Its Seamus Brennan was a most unlikely figure, a Chicago-born Sikh named Ravi Singh. A self-styled “campaign guru”, Singh founded ElectionMall in the US in 2000. The company specialises in building an online presence for political parties and movements and uses a suite of 53 different tools – encompassing every imaginable social network – for maximum spread. The finished product allows parties to build their websites; manage staff and data; raise funds online and build up databases of supporters. An integral part of the strategy is to take online ads on search engines such as Google.
What Singh does well is pool all technologies into one cohesive solution. He has an innate understanding of politics and political motives and is an excellent communicator. He also has a quiver of novel tricks. His first contact with Fine Gael was in July 2010, and he came on board to drive Fine Gael’s online election campaign in the autumn.
On a visit to Dublin recently (where ElectionMall has set up its European headquarters) he explained the single most arresting moment of the digital campaign.
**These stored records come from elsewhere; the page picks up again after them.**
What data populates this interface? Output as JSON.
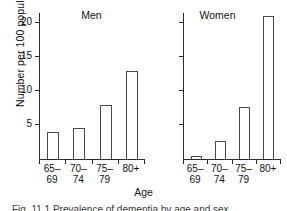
{
  "figure": {
    "xlabel": "Age",
    "ylabel": "Number per 100 population",
    "caption": "Fig. 11.1  Prevalence of dementia by age and sex"
  },
  "chart_data": {
    "type": "bar",
    "title": "",
    "xlabel": "Age",
    "ylabel": "Number per 100 population",
    "categories": [
      "65-69",
      "70-74",
      "75-79",
      "80+"
    ],
    "category_lines": [
      {
        "line1": "65–",
        "line2": "69"
      },
      {
        "line1": "70–",
        "line2": "74"
      },
      {
        "line1": "75–",
        "line2": "79"
      },
      {
        "line1": "80+",
        "line2": ""
      }
    ],
    "panels": [
      {
        "name": "men",
        "title": "Men",
        "values": [
          4.0,
          4.5,
          8.0,
          13.0
        ],
        "y_ticks": [
          5,
          10,
          15,
          20
        ],
        "y_tick_labels": [
          "5",
          "10",
          "15",
          "20"
        ],
        "ylim": [
          0,
          21.5
        ],
        "show_y_tick_labels": true
      },
      {
        "name": "women",
        "title": "Women",
        "values": [
          0.5,
          2.7,
          7.7,
          21.0
        ],
        "y_ticks": [
          5,
          10,
          15,
          20
        ],
        "y_tick_labels": [
          "",
          "",
          "",
          ""
        ],
        "ylim": [
          0,
          21.5
        ],
        "show_y_tick_labels": false
      }
    ],
    "grid": false,
    "legend": "none",
    "bar_fill": "#ffffff",
    "bar_edge": "#4a4a4a",
    "axis_color": "#2b2b2b"
  }
}
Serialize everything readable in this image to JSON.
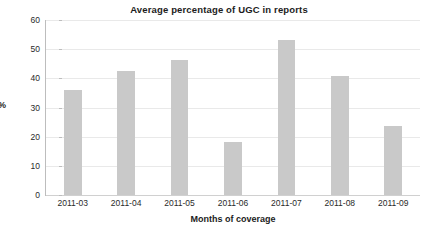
{
  "chart_data": {
    "type": "bar",
    "title": "Average percentage of UGC in reports",
    "xlabel": "Months of coverage",
    "ylabel": "%",
    "categories": [
      "2011-03",
      "2011-04",
      "2011-05",
      "2011-06",
      "2011-07",
      "2011-08",
      "2011-09"
    ],
    "values": [
      36,
      42.5,
      46.3,
      18.2,
      53,
      40.8,
      23.5
    ],
    "ylim": [
      0,
      60
    ],
    "ytick_labels": [
      "0",
      "10",
      "20",
      "30",
      "40",
      "50",
      "60"
    ],
    "ytick_values": [
      0,
      10,
      20,
      30,
      40,
      50,
      60
    ],
    "grid": true,
    "grid_axis": "y",
    "legend": false,
    "legend_position": "none",
    "bar_color": "#c9c9c9",
    "grid_color": "#e9e9e9",
    "axis_color": "#bdbdbd",
    "text_color": "#1c1c1c",
    "background_color": "#ffffff"
  }
}
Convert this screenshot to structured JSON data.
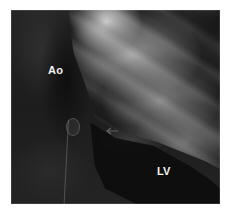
{
  "image": {
    "type": "angiogram",
    "colors": {
      "background": "#ffffff",
      "dark_region": "#1c1c1c",
      "bright_region": "#b9b9b9",
      "label": "#f2f2f2"
    },
    "labels": {
      "aorta": "Ao",
      "left_ventricle": "LV"
    }
  }
}
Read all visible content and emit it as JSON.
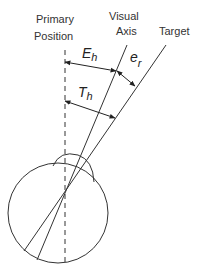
{
  "diagram": {
    "type": "eye-gaze-geometry",
    "labels": {
      "primary_line1": "Primary",
      "primary_line2": "Position",
      "visual_line1": "Visual",
      "visual_line2": "Axis",
      "target": "Target"
    },
    "symbols": {
      "eye_h_main": "E",
      "eye_h_sub": "h",
      "err_main": "e",
      "err_sub": "r",
      "target_h_main": "T",
      "target_h_sub": "h"
    },
    "colors": {
      "stroke": "#333333",
      "background": "#ffffff"
    }
  }
}
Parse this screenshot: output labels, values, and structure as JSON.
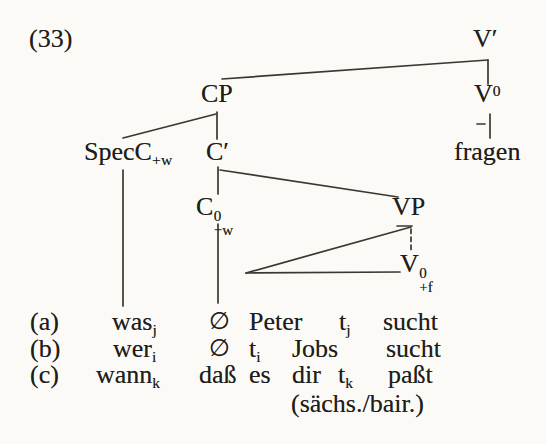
{
  "page": {
    "bg": "#fbfaf7",
    "ink": "#201d1a",
    "line_color": "#3a3732"
  },
  "figure_number": "(33)",
  "tree": {
    "v_bar": "V′",
    "cp": "CP",
    "v0": {
      "base": "V",
      "sup": "0"
    },
    "v0_lex": "fragen",
    "spec_c": {
      "base": "SpecC",
      "sub": "+w"
    },
    "c_bar": "C′",
    "c0": {
      "base": "C",
      "sup": "0",
      "sub": "−w"
    },
    "vp": "VP",
    "v_f": {
      "base": "V",
      "sup": "0",
      "sub": "+f"
    }
  },
  "examples": [
    {
      "label": "(a)",
      "words": [
        {
          "text": "was",
          "sub": "j"
        },
        {
          "text": "∅"
        },
        {
          "text": "Peter"
        },
        {
          "text": "t",
          "sub": "j"
        },
        {
          "text": "sucht"
        }
      ]
    },
    {
      "label": "(b)",
      "words": [
        {
          "text": "wer",
          "sub": "i"
        },
        {
          "text": "∅"
        },
        {
          "text": "t",
          "sub": "i"
        },
        {
          "text": "Jobs"
        },
        {
          "text": "sucht"
        }
      ]
    },
    {
      "label": "(c)",
      "words": [
        {
          "text": "wann",
          "sub": "k"
        },
        {
          "text": "daß"
        },
        {
          "text": "es"
        },
        {
          "text": "dir"
        },
        {
          "text": "t",
          "sub": "k"
        },
        {
          "text": "paßt"
        }
      ]
    }
  ],
  "dialect_note": "(sächs./bair.)"
}
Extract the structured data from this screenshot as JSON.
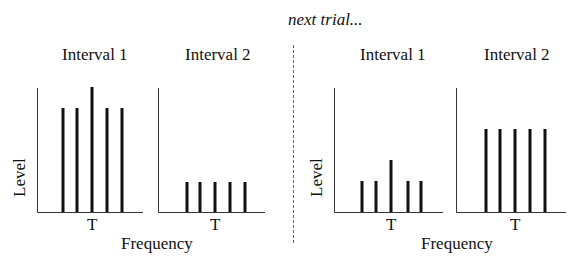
{
  "header": {
    "next_trial": "next trial..."
  },
  "axis_labels": {
    "y": "Level",
    "x": "Frequency",
    "tick": "T"
  },
  "colors": {
    "bar": "#111111",
    "axis": "#333333",
    "divider": "#666666"
  },
  "trials": [
    {
      "panels": [
        {
          "title": "Interval 1",
          "origin_x": 37,
          "axis_end": 143,
          "bars": [
            {
              "x": 63,
              "top": 108
            },
            {
              "x": 77,
              "top": 108
            },
            {
              "x": 92,
              "top": 87
            },
            {
              "x": 107,
              "top": 108
            },
            {
              "x": 122,
              "top": 108
            }
          ]
        },
        {
          "title": "Interval 2",
          "origin_x": 158,
          "axis_end": 265,
          "bars": [
            {
              "x": 187,
              "top": 182
            },
            {
              "x": 200,
              "top": 182
            },
            {
              "x": 215,
              "top": 182
            },
            {
              "x": 230,
              "top": 182
            },
            {
              "x": 245,
              "top": 182
            }
          ]
        }
      ]
    },
    {
      "panels": [
        {
          "title": "Interval 1",
          "origin_x": 334,
          "axis_end": 443,
          "bars": [
            {
              "x": 362,
              "top": 181
            },
            {
              "x": 376,
              "top": 181
            },
            {
              "x": 391,
              "top": 160
            },
            {
              "x": 408,
              "top": 181
            },
            {
              "x": 421,
              "top": 181
            }
          ]
        },
        {
          "title": "Interval 2",
          "origin_x": 456,
          "axis_end": 566,
          "bars": [
            {
              "x": 486,
              "top": 129
            },
            {
              "x": 500,
              "top": 129
            },
            {
              "x": 515,
              "top": 129
            },
            {
              "x": 530,
              "top": 129
            },
            {
              "x": 545,
              "top": 129
            }
          ]
        }
      ]
    }
  ],
  "layout": {
    "axis_top": 88,
    "baseline": 212
  }
}
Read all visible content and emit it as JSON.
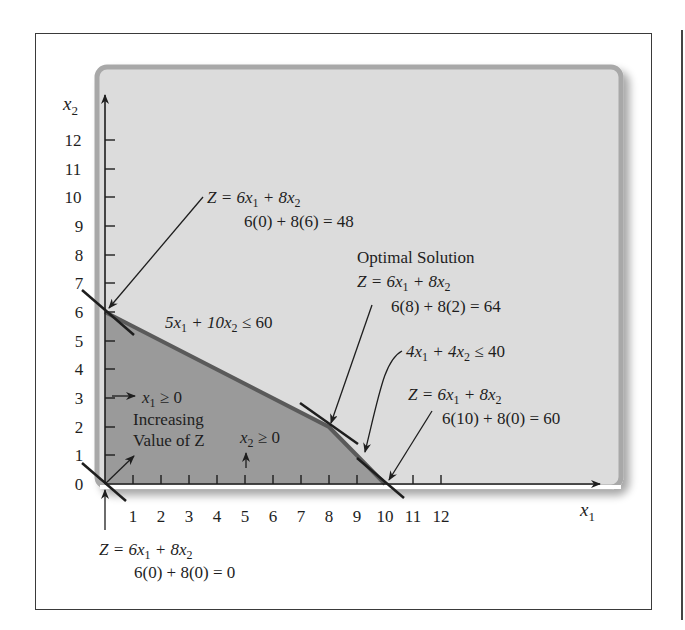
{
  "figure": {
    "axes": {
      "x_label": "x",
      "x_label_sub": "1",
      "y_label": "x",
      "y_label_sub": "2",
      "x_ticks": [
        "1",
        "2",
        "3",
        "4",
        "5",
        "6",
        "7",
        "8",
        "9",
        "10",
        "11",
        "12"
      ],
      "y_ticks": [
        "0",
        "1",
        "2",
        "3",
        "4",
        "5",
        "6",
        "7",
        "8",
        "9",
        "10",
        "11",
        "12"
      ]
    },
    "constraints": {
      "c1": {
        "a": "5x",
        "a_sub": "1",
        "b": " + 10x",
        "b_sub": "2",
        "rhs": " ≤ 60"
      },
      "c2": {
        "a": "4x",
        "a_sub": "1",
        "b": " + 4x",
        "b_sub": "2",
        "rhs": " ≤ 40"
      },
      "nonneg1": {
        "v": "x",
        "sub": "1",
        "rhs": " ≥ 0"
      },
      "nonneg2": {
        "v": "x",
        "sub": "2",
        "rhs": " ≥ 0"
      }
    },
    "increasing_z": {
      "line1": "Increasing",
      "line2": "Value of Z"
    },
    "corner_points": [
      {
        "name": "origin",
        "obj": "Z = 6x",
        "obj_sub1": "1",
        "obj_mid": " + 8x",
        "obj_sub2": "2",
        "eval": "6(0) + 8(0) = 0"
      },
      {
        "name": "y-intercept",
        "obj": "Z = 6x",
        "obj_sub1": "1",
        "obj_mid": " + 8x",
        "obj_sub2": "2",
        "eval": "6(0) + 8(6) = 48"
      },
      {
        "name": "optimal",
        "title": "Optimal Solution",
        "obj": "Z = 6x",
        "obj_sub1": "1",
        "obj_mid": " + 8x",
        "obj_sub2": "2",
        "eval": "6(8) + 8(2) = 64"
      },
      {
        "name": "x-intercept",
        "obj": "Z = 6x",
        "obj_sub1": "1",
        "obj_mid": " + 8x",
        "obj_sub2": "2",
        "eval": "6(10) + 8(0) = 60"
      }
    ],
    "colors": {
      "panel": "#dcdcdc",
      "panel_border": "#a8a8a8",
      "feasible": "#9a9a9a",
      "boundary": "#555555",
      "ink": "#1e1e1e"
    }
  }
}
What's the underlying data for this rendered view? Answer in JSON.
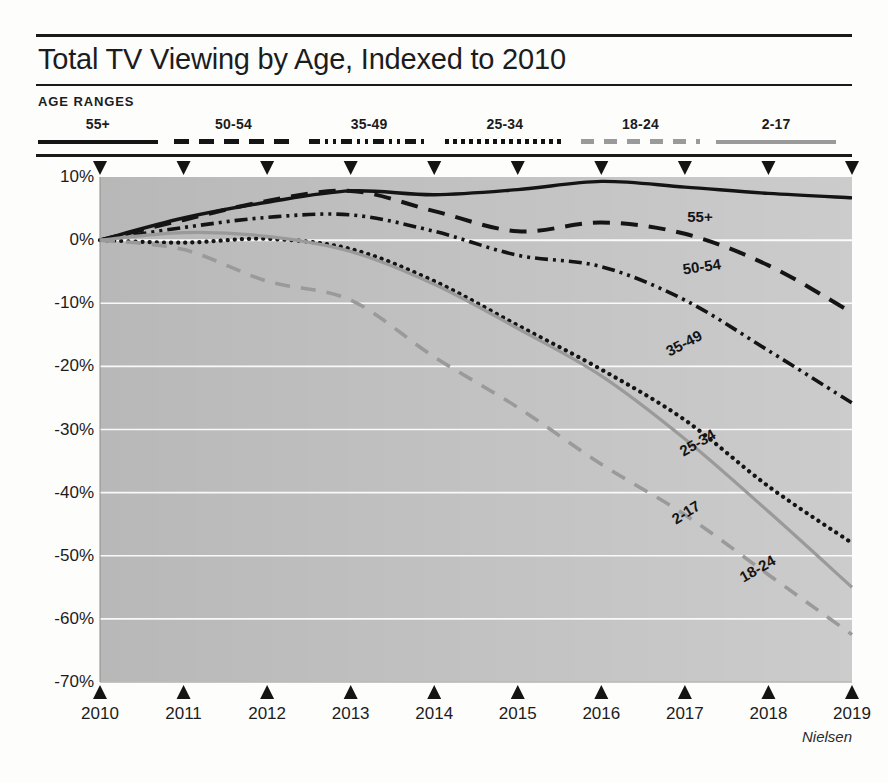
{
  "header": {
    "title": "Total TV Viewing by Age, Indexed to 2010",
    "legend_heading": "AGE RANGES"
  },
  "legend": {
    "items": [
      {
        "label": "55+",
        "style": "solid-dark",
        "color": "#141414"
      },
      {
        "label": "50-54",
        "style": "dash-dark",
        "color": "#141414"
      },
      {
        "label": "35-49",
        "style": "dashdotdot",
        "color": "#141414"
      },
      {
        "label": "25-34",
        "style": "dot-dark",
        "color": "#141414"
      },
      {
        "label": "18-24",
        "style": "dash-gray",
        "color": "#9a9a9a"
      },
      {
        "label": "2-17",
        "style": "solid-gray",
        "color": "#9a9a9a"
      }
    ]
  },
  "source": "Nielsen",
  "chart_data": {
    "type": "line",
    "title": "Total TV Viewing by Age, Indexed to 2010",
    "xlabel": "",
    "ylabel": "",
    "ylim": [
      -70,
      10
    ],
    "xlim": [
      2010,
      2019
    ],
    "ytick_labels": [
      "10%",
      "0%",
      "-10%",
      "-20%",
      "-30%",
      "-40%",
      "-50%",
      "-60%",
      "-70%"
    ],
    "ytick_values": [
      10,
      0,
      -10,
      -20,
      -30,
      -40,
      -50,
      -60,
      -70
    ],
    "grid": "horizontal-white",
    "legend_position": "top",
    "plot_background": "#b8b8b8",
    "x": [
      2010,
      2011,
      2012,
      2013,
      2014,
      2015,
      2016,
      2017,
      2018,
      2019
    ],
    "categories": [
      "2010",
      "2011",
      "2012",
      "2013",
      "2014",
      "2015",
      "2016",
      "2017",
      "2018",
      "2019"
    ],
    "series": [
      {
        "name": "55+",
        "style": "solid-dark",
        "color": "#141414",
        "values": [
          0,
          3.5,
          6.0,
          7.8,
          7.2,
          8.0,
          9.3,
          8.4,
          7.4,
          6.7
        ]
      },
      {
        "name": "50-54",
        "style": "dash-dark",
        "color": "#141414",
        "values": [
          0,
          3.2,
          6.2,
          7.8,
          4.6,
          1.4,
          2.8,
          1.0,
          -4.0,
          -11.5
        ]
      },
      {
        "name": "35-49",
        "style": "dashdotdot",
        "color": "#141414",
        "values": [
          0,
          2.0,
          3.6,
          4.0,
          1.4,
          -2.4,
          -4.2,
          -9.5,
          -17.5,
          -25.8
        ]
      },
      {
        "name": "25-34",
        "style": "dot-dark",
        "color": "#141414",
        "values": [
          0,
          -0.4,
          0.2,
          -1.4,
          -6.5,
          -13.5,
          -20.5,
          -28.5,
          -39.0,
          -48.0
        ]
      },
      {
        "name": "18-24",
        "style": "dash-gray",
        "color": "#9a9a9a",
        "values": [
          0,
          -1.5,
          -6.5,
          -9.5,
          -18.5,
          -26.5,
          -35.5,
          -43.5,
          -53.0,
          -62.5
        ]
      },
      {
        "name": "2-17",
        "style": "solid-gray",
        "color": "#9a9a9a",
        "values": [
          0,
          1.2,
          0.6,
          -1.8,
          -7.0,
          -14.0,
          -21.5,
          -31.5,
          -43.0,
          -55.0
        ]
      }
    ],
    "inline_labels": [
      {
        "text": "55+",
        "x": 700,
        "y": 216,
        "rotate": 0,
        "tone": "dark"
      },
      {
        "text": "50-54",
        "x": 702,
        "y": 269,
        "rotate": -8,
        "tone": "dark"
      },
      {
        "text": "35-49",
        "x": 686,
        "y": 352,
        "rotate": -28,
        "tone": "dark"
      },
      {
        "text": "25-34",
        "x": 700,
        "y": 452,
        "rotate": -30,
        "tone": "dark"
      },
      {
        "text": "2-17",
        "x": 688,
        "y": 520,
        "rotate": -32,
        "tone": "dark"
      },
      {
        "text": "18-24",
        "x": 760,
        "y": 578,
        "rotate": -30,
        "tone": "dark"
      }
    ]
  }
}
That was the idea (driven by him) of the party shutting down its website and replacing it with a video of Enda Kenny, inviting people to share their views. The only other “feature” on the website was a tickertape of comments.
It was a gamble but it had a huge impact. “This is web politics 2.0,” says Singh. “Enda Kenny, in my opinion, was so nice and down to earth and good on a one-to-one level. So we shot him in a coffee shop asking people for their views. It was a non-traditional concept and it worked well. We got the good and bad comments. That’s the beauty of web 2.0. It allows people participate.”
The second phase of the campaign, says Ravi, was to “build a relationship”. He said the comments (some 25,000 were received in all) fed into the party’s five-point plan and shaped the terminology and approach of the party’s campaign.
He then brought in the party’s 104 candidates and set up social network sites for each of them. “We had a very clear vision. We set up a digital taskforce involving the younger generation.”
The metrics are impressive. There were more than 400,000 visits to the website, of which 70 per cent were new. The party doubled its Facebook fans, acquired more than 4,000 followers on Twitter, and went from 190 daily views on YouTube in January to 4,600 by polling day. Ravi says it was a “digital revolution”. Was it? There was certainly massive growth in traffic – and the use of the “conversation” idea and Enda Kenny video were undoubtedly spectacular successes.
But, overall, it did not outperform the web-savvy and more interactive Labour or Greens on the social networking end. The party site also got hacked during the campaign, with information on 2,000 supporters being compromised. And does a digital campaign really sway voters as much as other media? Independent candidate Dylan Haskins had an amazing online presence but it still failed to propel him anywhere near a Dáil seat.
And there were critics. Many candidates didn’t bother using their Twitter or Facebook sites, instead getting young volunteers to “ghost” for them. Suzy Byrne, for example, was critical of the way some Fine Gael candidates went against the spirit of Twitter by refusing to engage. The site also looked great, but those looking for hard information on policies found it almost impossible to navigate. There were complaints also that feedback and “conversations” were heavily censored. And since the election, the website has returned to its former taciturn state, with only Paschal Donohue and Jerry Buttimer tweeting regularly.
Maybe not quite Seamus Brennan in terms of impact. But Singh certainly made a difference for Fine Gael.